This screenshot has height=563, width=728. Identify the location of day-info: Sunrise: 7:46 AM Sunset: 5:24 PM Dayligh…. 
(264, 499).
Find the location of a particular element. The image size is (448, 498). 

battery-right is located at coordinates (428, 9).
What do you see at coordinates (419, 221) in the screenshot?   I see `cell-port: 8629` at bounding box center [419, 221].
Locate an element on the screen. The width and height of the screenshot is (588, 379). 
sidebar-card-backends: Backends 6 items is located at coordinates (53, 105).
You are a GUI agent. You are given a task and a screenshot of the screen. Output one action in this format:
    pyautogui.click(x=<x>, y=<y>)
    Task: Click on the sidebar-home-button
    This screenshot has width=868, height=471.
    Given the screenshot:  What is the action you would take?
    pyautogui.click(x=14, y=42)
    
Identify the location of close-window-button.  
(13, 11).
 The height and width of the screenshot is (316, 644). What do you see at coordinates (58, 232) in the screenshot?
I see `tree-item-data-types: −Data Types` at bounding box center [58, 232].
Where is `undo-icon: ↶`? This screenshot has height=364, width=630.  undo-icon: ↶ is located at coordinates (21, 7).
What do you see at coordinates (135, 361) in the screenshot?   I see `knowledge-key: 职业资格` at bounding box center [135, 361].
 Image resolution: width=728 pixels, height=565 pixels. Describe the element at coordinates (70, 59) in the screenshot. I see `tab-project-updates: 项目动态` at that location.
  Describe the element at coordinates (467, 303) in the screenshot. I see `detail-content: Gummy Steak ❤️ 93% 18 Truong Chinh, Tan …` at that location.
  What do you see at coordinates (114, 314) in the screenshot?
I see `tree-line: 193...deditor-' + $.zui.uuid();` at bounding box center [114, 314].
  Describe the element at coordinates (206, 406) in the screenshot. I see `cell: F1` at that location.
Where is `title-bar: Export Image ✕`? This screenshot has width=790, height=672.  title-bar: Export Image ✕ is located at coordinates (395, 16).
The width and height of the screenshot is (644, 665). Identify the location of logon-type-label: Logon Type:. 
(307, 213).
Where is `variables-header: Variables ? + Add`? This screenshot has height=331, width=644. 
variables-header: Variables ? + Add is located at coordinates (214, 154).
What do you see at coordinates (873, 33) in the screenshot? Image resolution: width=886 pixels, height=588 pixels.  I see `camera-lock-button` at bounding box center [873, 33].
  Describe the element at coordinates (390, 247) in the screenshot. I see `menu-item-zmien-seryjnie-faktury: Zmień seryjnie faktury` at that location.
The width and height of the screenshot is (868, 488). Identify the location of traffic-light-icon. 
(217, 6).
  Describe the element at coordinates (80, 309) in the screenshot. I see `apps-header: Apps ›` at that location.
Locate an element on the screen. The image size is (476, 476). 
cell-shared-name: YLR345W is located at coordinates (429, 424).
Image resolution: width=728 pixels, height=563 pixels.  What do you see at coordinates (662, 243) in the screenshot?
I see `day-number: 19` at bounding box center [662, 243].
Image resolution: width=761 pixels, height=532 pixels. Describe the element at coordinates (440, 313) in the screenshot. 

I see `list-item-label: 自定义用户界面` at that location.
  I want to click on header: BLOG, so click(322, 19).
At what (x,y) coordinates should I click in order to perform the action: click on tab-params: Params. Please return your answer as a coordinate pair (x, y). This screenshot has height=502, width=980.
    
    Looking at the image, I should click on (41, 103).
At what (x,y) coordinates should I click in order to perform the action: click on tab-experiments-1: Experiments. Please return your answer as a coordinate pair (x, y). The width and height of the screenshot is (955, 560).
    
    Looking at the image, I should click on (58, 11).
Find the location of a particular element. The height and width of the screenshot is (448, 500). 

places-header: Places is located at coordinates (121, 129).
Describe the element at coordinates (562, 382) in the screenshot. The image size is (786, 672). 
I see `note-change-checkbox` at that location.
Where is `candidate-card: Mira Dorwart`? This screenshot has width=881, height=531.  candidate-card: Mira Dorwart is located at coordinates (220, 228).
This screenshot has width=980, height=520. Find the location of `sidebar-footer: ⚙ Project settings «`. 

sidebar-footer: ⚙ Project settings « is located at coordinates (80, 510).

- - -

● Work order:
Every line of the material should be transcribed without alteration.

● Result of this exercise:
This screenshot has height=563, width=728. Identify the location of day-info: Sunrise: 7:46 AM Sunset: 5:24 PM Dayligh…. 
(264, 499).
Find the location of a particular element. The image size is (448, 498). 

battery-right is located at coordinates (428, 9).
What do you see at coordinates (419, 221) in the screenshot?   I see `cell-port: 8629` at bounding box center [419, 221].
Locate an element on the screen. The width and height of the screenshot is (588, 379). 
sidebar-card-backends: Backends 6 items is located at coordinates (53, 105).
You are a GUI agent. You are given a task and a screenshot of the screen. Output one action in this format:
    pyautogui.click(x=<x>, y=<y>)
    Task: Click on the sidebar-home-button
    This screenshot has width=868, height=471.
    Given the screenshot:  What is the action you would take?
    pyautogui.click(x=14, y=42)
    
Identify the location of close-window-button.  
(13, 11).
 The height and width of the screenshot is (316, 644). What do you see at coordinates (58, 232) in the screenshot?
I see `tree-item-data-types: −Data Types` at bounding box center [58, 232].
Where is `undo-icon: ↶`? This screenshot has height=364, width=630.  undo-icon: ↶ is located at coordinates (21, 7).
What do you see at coordinates (135, 361) in the screenshot?   I see `knowledge-key: 职业资格` at bounding box center [135, 361].
 Image resolution: width=728 pixels, height=565 pixels. Describe the element at coordinates (70, 59) in the screenshot. I see `tab-project-updates: 项目动态` at that location.
  Describe the element at coordinates (467, 303) in the screenshot. I see `detail-content: Gummy Steak ❤️ 93% 18 Truong Chinh, Tan …` at that location.
  What do you see at coordinates (114, 314) in the screenshot?
I see `tree-line: 193...deditor-' + $.zui.uuid();` at bounding box center [114, 314].
  Describe the element at coordinates (206, 406) in the screenshot. I see `cell: F1` at that location.
Where is `title-bar: Export Image ✕`? This screenshot has width=790, height=672.  title-bar: Export Image ✕ is located at coordinates (395, 16).
The width and height of the screenshot is (644, 665). Identify the location of logon-type-label: Logon Type:. 
(307, 213).
Where is `variables-header: Variables ? + Add`? This screenshot has height=331, width=644. 
variables-header: Variables ? + Add is located at coordinates (214, 154).
What do you see at coordinates (873, 33) in the screenshot? Image resolution: width=886 pixels, height=588 pixels.  I see `camera-lock-button` at bounding box center [873, 33].
  Describe the element at coordinates (390, 247) in the screenshot. I see `menu-item-zmien-seryjnie-faktury: Zmień seryjnie faktury` at that location.
The width and height of the screenshot is (868, 488). Identify the location of traffic-light-icon. 
(217, 6).
  Describe the element at coordinates (80, 309) in the screenshot. I see `apps-header: Apps ›` at that location.
Locate an element on the screen. The image size is (476, 476). 
cell-shared-name: YLR345W is located at coordinates (429, 424).
Image resolution: width=728 pixels, height=563 pixels.  What do you see at coordinates (662, 243) in the screenshot?
I see `day-number: 19` at bounding box center [662, 243].
Image resolution: width=761 pixels, height=532 pixels. Describe the element at coordinates (440, 313) in the screenshot. 

I see `list-item-label: 自定义用户界面` at that location.
  I want to click on header: BLOG, so click(322, 19).
At what (x,y) coordinates should I click in order to perform the action: click on tab-params: Params. Please return your answer as a coordinate pair (x, y). This screenshot has height=502, width=980.
    
    Looking at the image, I should click on (41, 103).
At what (x,y) coordinates should I click in order to perform the action: click on tab-experiments-1: Experiments. Please return your answer as a coordinate pair (x, y). The width and height of the screenshot is (955, 560).
    
    Looking at the image, I should click on (58, 11).
Find the location of a particular element. The height and width of the screenshot is (448, 500). 

places-header: Places is located at coordinates (121, 129).
Describe the element at coordinates (562, 382) in the screenshot. The image size is (786, 672). 
I see `note-change-checkbox` at that location.
Where is `candidate-card: Mira Dorwart`? This screenshot has width=881, height=531.  candidate-card: Mira Dorwart is located at coordinates (220, 228).
This screenshot has width=980, height=520. Find the location of `sidebar-footer: ⚙ Project settings «`. 

sidebar-footer: ⚙ Project settings « is located at coordinates (80, 510).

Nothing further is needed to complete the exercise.